To run an A/B test, you just need another idea: design an alternate campaign block, or move the campaign block, or even remove it altogether to test the current campaign against a control group.

  • The same concept of “micro over macro” applies here – multivariate testing can potentially provide too many potential reasons for a change; A/B testing allows you to know exactly which one worked.

Now, when users hit your site, they’ll have a 50% chance of reaching one version or the other. Tracking these metrics will tell you which converts better, allowing for constant iteration toward a better campaign.

Getting Personal Feedback

We talked about this at length in the chapters Identify Your Audiences and Identify Outcomes and Expectations, but it’s important enough to repeat over and over: knowing your people and how they feel is the most genuine and valuable thing you can do to measure success and gain insight. This kind of personal feedback can be collected in multiple ways:

  • Live Chat: Typically seen as a customer service outlet, live chat can also provide you with as it happens access to customer pain points, both with your product and with your site processes.
  • Surveys and Questionnaires: People typically don’t fill out surveys unless they’re angry about something, so don’t expect a lot of kudos, but you can expect some real talk about what’s not working.
  • User Testing: On-site, periodic user testing can provide you with an unfiltered look at how people travel around the site, and their comments will fill knowledge gaps that raw data can’t provide.

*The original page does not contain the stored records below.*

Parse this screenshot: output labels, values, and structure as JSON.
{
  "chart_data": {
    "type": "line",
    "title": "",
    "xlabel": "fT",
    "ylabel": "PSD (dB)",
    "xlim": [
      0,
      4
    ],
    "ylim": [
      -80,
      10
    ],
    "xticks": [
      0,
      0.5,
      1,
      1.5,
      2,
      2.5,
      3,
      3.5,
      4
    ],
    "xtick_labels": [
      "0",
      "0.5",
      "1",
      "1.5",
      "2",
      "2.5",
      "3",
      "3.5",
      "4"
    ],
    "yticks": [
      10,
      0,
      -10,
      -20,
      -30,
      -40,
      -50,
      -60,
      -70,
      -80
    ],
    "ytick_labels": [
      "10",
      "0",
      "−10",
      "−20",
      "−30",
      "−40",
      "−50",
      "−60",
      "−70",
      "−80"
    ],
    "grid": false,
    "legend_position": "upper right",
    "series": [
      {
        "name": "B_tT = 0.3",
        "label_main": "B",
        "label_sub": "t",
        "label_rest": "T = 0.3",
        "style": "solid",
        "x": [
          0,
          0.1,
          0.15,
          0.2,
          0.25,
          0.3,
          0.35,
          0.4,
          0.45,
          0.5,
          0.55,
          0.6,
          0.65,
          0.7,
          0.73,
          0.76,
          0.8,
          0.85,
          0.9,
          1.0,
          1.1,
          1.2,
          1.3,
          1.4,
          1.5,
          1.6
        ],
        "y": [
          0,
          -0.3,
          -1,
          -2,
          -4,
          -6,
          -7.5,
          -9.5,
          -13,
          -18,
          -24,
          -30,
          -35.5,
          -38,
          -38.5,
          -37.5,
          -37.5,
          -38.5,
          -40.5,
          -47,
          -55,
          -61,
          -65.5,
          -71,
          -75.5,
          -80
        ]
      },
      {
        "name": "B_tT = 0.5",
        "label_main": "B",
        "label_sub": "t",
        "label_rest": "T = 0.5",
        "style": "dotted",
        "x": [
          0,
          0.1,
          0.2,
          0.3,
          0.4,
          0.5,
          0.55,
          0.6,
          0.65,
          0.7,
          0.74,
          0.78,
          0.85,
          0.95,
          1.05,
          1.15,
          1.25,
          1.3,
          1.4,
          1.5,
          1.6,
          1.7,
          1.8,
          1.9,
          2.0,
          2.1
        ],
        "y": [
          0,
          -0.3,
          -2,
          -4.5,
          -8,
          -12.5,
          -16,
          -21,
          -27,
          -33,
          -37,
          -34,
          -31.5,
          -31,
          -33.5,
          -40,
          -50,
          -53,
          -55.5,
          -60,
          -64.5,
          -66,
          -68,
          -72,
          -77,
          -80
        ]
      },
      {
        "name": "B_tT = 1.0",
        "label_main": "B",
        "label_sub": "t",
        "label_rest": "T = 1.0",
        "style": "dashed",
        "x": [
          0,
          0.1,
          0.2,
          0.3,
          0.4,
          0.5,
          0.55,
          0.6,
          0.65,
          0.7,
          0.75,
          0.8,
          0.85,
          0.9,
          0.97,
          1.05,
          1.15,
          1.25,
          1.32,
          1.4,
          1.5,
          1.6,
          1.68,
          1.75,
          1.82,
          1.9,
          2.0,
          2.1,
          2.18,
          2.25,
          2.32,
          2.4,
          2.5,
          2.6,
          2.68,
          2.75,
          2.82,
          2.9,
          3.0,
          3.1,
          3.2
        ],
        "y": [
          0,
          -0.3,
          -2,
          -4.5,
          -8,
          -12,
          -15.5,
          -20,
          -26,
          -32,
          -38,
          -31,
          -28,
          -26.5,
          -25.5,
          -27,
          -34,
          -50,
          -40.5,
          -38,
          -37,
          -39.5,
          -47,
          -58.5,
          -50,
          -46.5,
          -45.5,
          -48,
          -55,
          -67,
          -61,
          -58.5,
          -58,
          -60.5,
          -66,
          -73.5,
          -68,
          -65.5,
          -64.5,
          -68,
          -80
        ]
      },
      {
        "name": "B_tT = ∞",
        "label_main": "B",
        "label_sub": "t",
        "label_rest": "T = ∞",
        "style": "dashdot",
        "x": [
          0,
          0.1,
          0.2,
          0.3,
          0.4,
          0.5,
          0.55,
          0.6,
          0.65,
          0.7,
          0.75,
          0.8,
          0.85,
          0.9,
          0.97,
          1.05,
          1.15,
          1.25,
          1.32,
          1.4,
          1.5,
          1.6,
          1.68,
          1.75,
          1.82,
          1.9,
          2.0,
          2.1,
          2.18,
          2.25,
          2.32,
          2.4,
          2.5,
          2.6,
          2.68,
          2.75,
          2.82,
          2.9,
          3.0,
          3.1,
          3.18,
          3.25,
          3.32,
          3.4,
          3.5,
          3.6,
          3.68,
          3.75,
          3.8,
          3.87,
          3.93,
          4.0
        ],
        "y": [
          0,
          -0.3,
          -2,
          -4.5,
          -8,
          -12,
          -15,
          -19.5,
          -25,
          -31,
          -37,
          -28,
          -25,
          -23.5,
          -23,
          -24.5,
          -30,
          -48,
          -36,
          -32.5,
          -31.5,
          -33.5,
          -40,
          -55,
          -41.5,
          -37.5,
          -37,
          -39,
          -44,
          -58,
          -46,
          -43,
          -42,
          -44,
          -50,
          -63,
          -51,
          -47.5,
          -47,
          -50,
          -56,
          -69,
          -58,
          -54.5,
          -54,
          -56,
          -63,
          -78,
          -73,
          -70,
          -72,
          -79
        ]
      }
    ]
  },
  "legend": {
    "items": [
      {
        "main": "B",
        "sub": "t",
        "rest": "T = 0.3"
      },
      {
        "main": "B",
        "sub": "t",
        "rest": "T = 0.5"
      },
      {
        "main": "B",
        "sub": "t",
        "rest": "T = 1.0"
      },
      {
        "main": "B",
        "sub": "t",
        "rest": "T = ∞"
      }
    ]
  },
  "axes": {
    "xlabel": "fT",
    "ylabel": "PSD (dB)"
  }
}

Regardless of how you get it, what’s important is that you do something with it. Tracking data and finding insights is an act of pure masochism if they’re not backed by action. We’ve talked about knowing your content through inventories and audits, and we’ve now discussed combing through data to infer insight. Now we’re going to dive right into that content itself.

That’s right: in chapter nine we’re finally talking about content strategy!

Inputs and Outputs

First off, you need to track your data. You need some kind of analytics package set up on your site to measure who, where, and what is active. (The obvious source for this is Google Analytics, but this also comes from individual social media data, internal feedback, and even content management system reporting.)

From this, you’re going to get reports. Reports are good if you know why they matter, and they’re just noise if they don’t match a business goal.

The Big Picture

During discovery, you want to see numbers so you can get a good idea of what people are doing and how it might change (or improve, or even decline) on a new site. Beyond that, though, you’ll constantly monitor data and metrics to glean insights for the future of your site, so understanding your metrics is an ongoing governance and maintenance task.

Staffing

Staffing your analytics and data roles might come from a handful of areas. Sometimes, you might have a dedicated analytics person, especially in a high-conversion business like retail, where small changes in a user’s path can lead to a drastic shift in revenue. If you are a smaller organization, you might have someone who glances at your Google Analytics every once in a while, so work comes in focusing on the right metrics to help your business measure goal progression.

Your marketing and web team are going to want to know what’s happening, so this role can often come from those departments, or if you’re a larger organization, this work might be outsourced to specialists, who often also help determine online advertising.